Judging that he needed to finish the confrontation fast, he retreated right off the relatively flat space where the old fort sat and back onto the slope. He slid again, and swayed as he struggled to keep his balance. But he’d gained the distance and time he needed to rattle off rhyming words of power.
The medusa rushed him and cut at his head. Aoth blocked and as the two weapons banged together, the power with which he’d infused the spear discharged itself with a shriek and a flash. The scimitar snapped into several pieces.
Still glaring, the medusa retreated, dropped the hilt of his ruined sword, and snatched for a dagger. Aoth scrambled upward and thrust the spear between the creature’s ribs.

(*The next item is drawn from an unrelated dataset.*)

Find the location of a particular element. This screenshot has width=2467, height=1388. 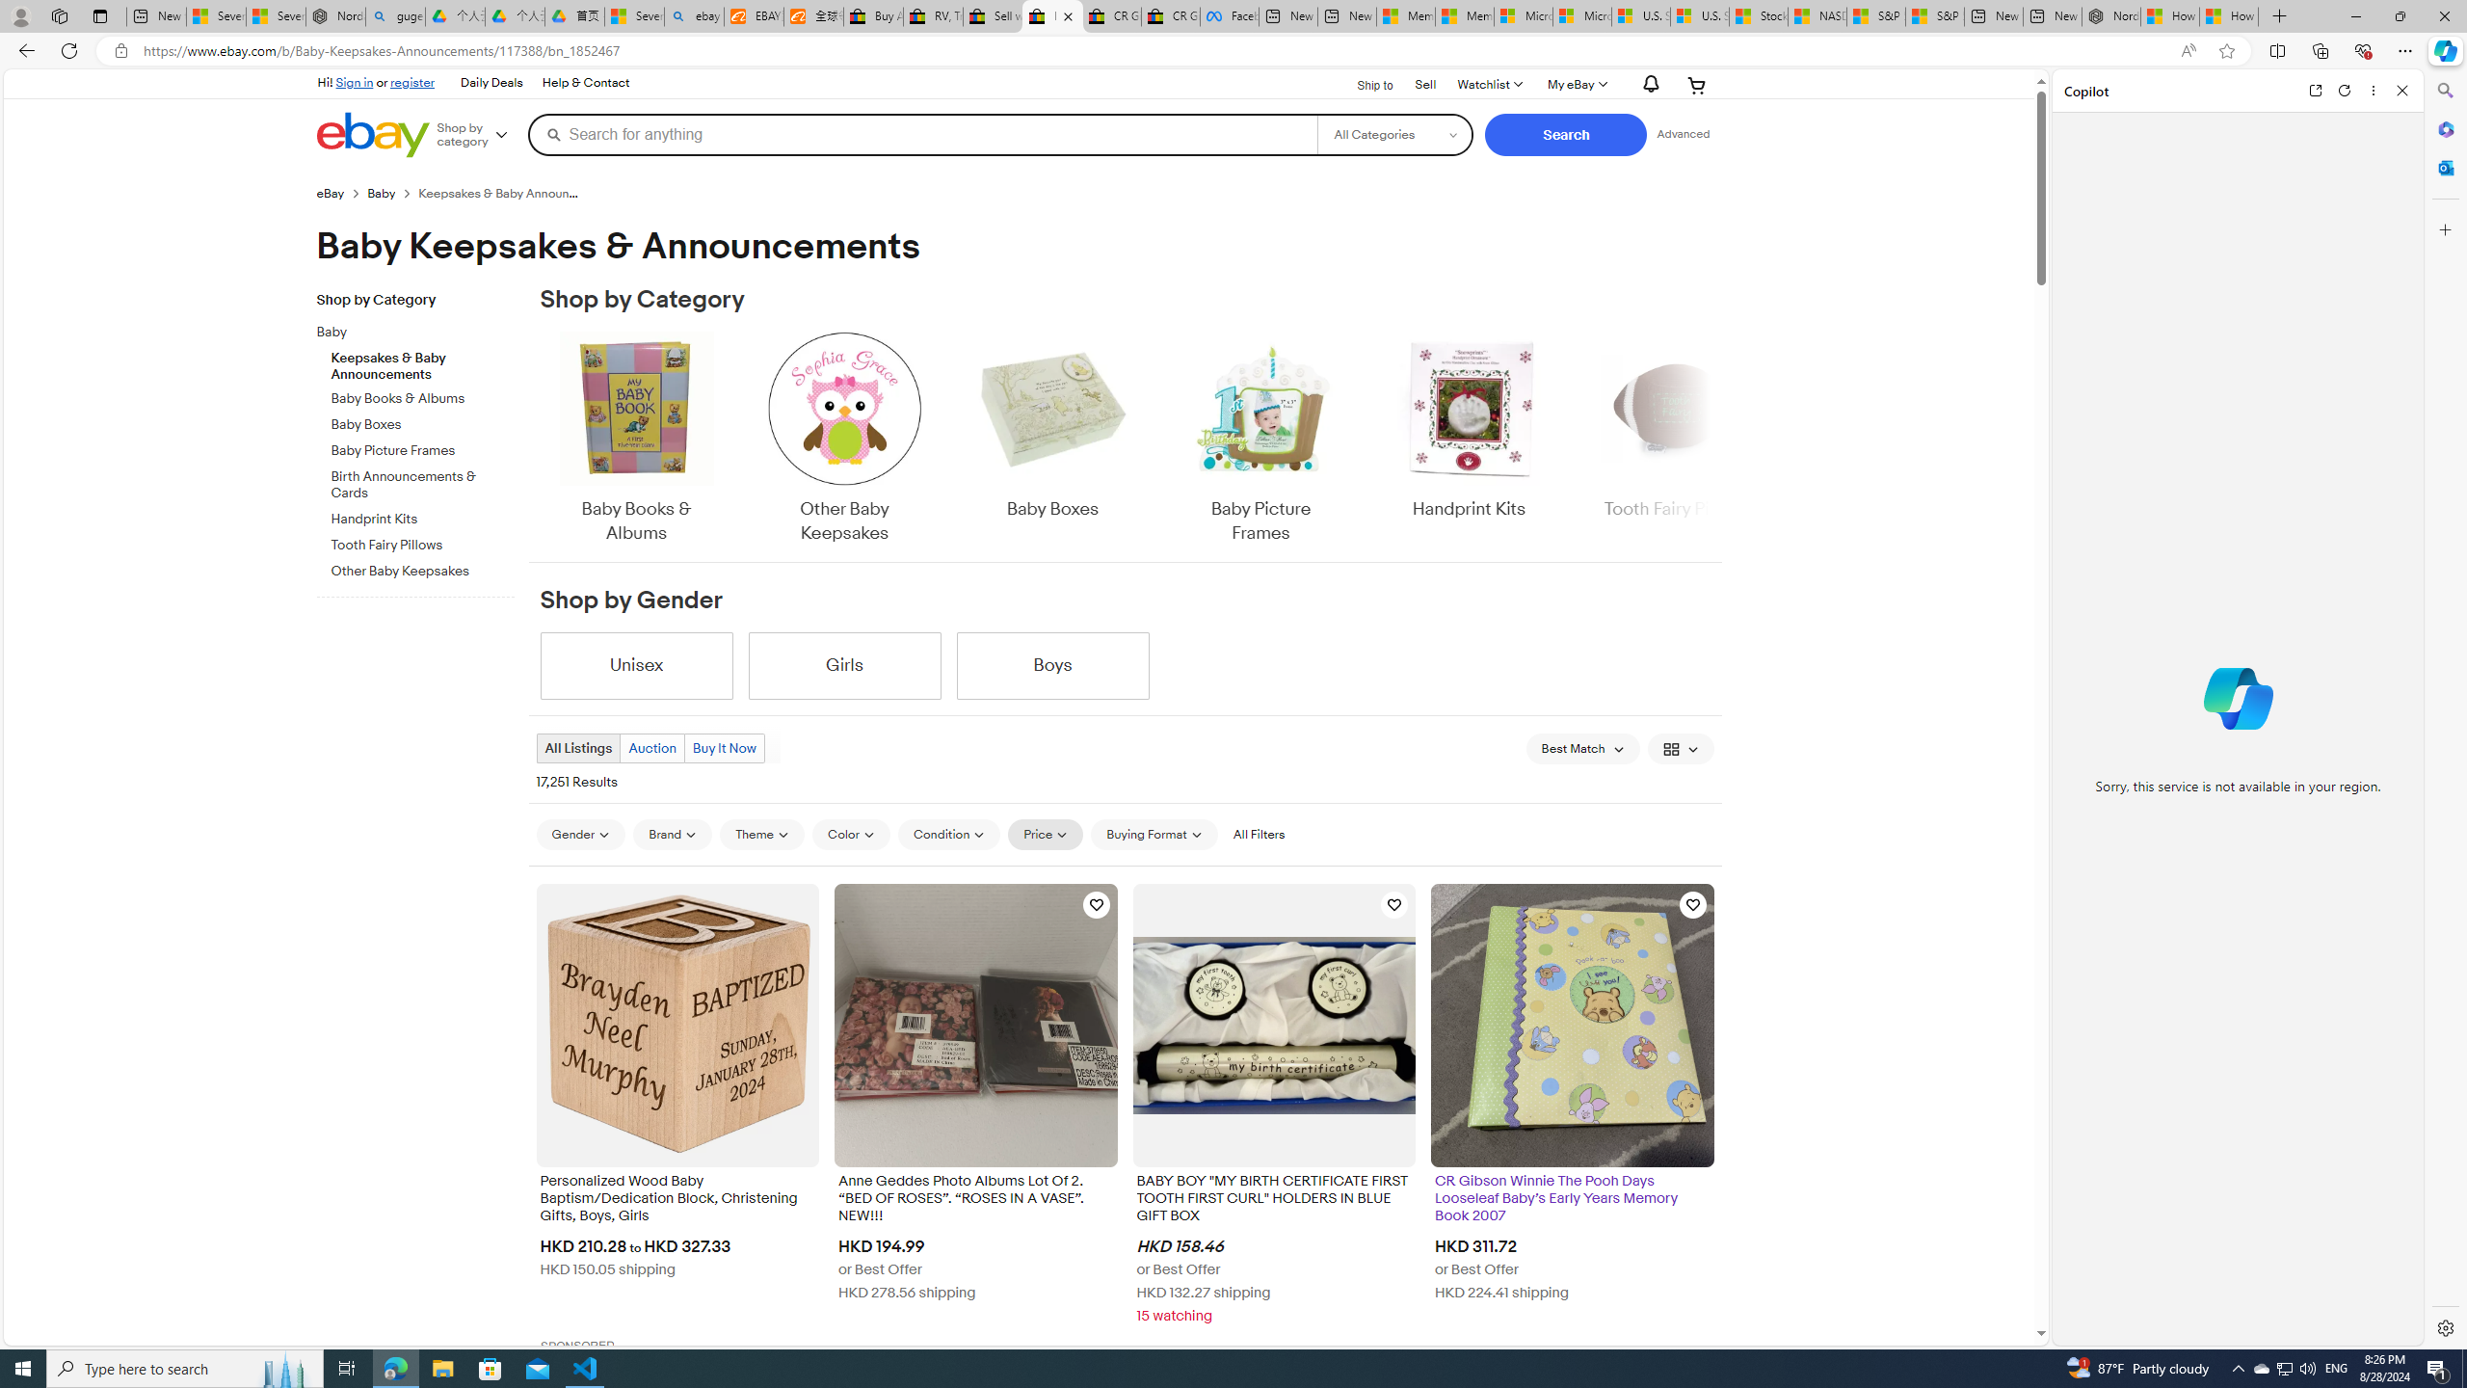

Just as he jerked it out again, an arrow streaked down and stuck in the ground beside his foot. He looked up and saw that, since they no longer had to worry about hitting their fallen chieftain, all the orcs on the battlements were aiming at him.
Then Gaedynn swooped overhead on Eider and shot two of them. Flying behind him, borne aloft by the wind, Yemere discharged his crossbow and killed another.
The rest of the vanguard was right behind them. A watersoul sprinted on his own two feet as easily as though he were traversing level ground, and everyone else clung to the backs of the scuttling, surefooted drakes.
By the time they reached the top, the wall was clear, and they streamed on into the ruin, past Jet where he lay and panted. Despite his sickness, he’d evidently killed the other one-eyed orc but then taken cover in the short tunnel that was the gate, where the archers on the battlements couldn’t hit him. Cera halted beside him and scrambled off her mount.
Are you all right? asked Aoth.
Of course, Jet answered. Especially if your female purges me. Go inside and finish it.
Aoth did, not that his comrades actually needed him. There really hadn’t been enough orcs to withstand even the vanguard, and Eider’s beak and claws, Gaedynn’s bow, and the genasi’s blades and elemental tricks made short work of them.
The one-sided nature of the little clash didn’t bother Aoth. Sellswords didn’t go in for chivalry, nor was he inclined to wax sentimental over orcs. But right at the end, a brown dog, the barbarians’ pet or mascot, presumably, sprang at him out of nowhere. He automatically whipped his spear into line, and the cur impaled itself, shuddered, and died.
For some reason that did make him feel a pang of regret. Or maybe it just reminded him that the whole fight had been pointless-indeed, counterproductive-and purely the result of someone’s blunder. He shook the dog’s carcass off the end of his weapon and went to find out whose.
He assembled his comrades in the fort’s dusty courtyard. “Who loosed that first arrow?” he asked. “The one that started everything.”
Gaedynn smiled a nasty smile. “Who do you suppose?”
Son-liin winced at the contempt in his tone. “I shot but it was not the start of everything! The orc was drawing his bow. He was going to shoot you, Captain.”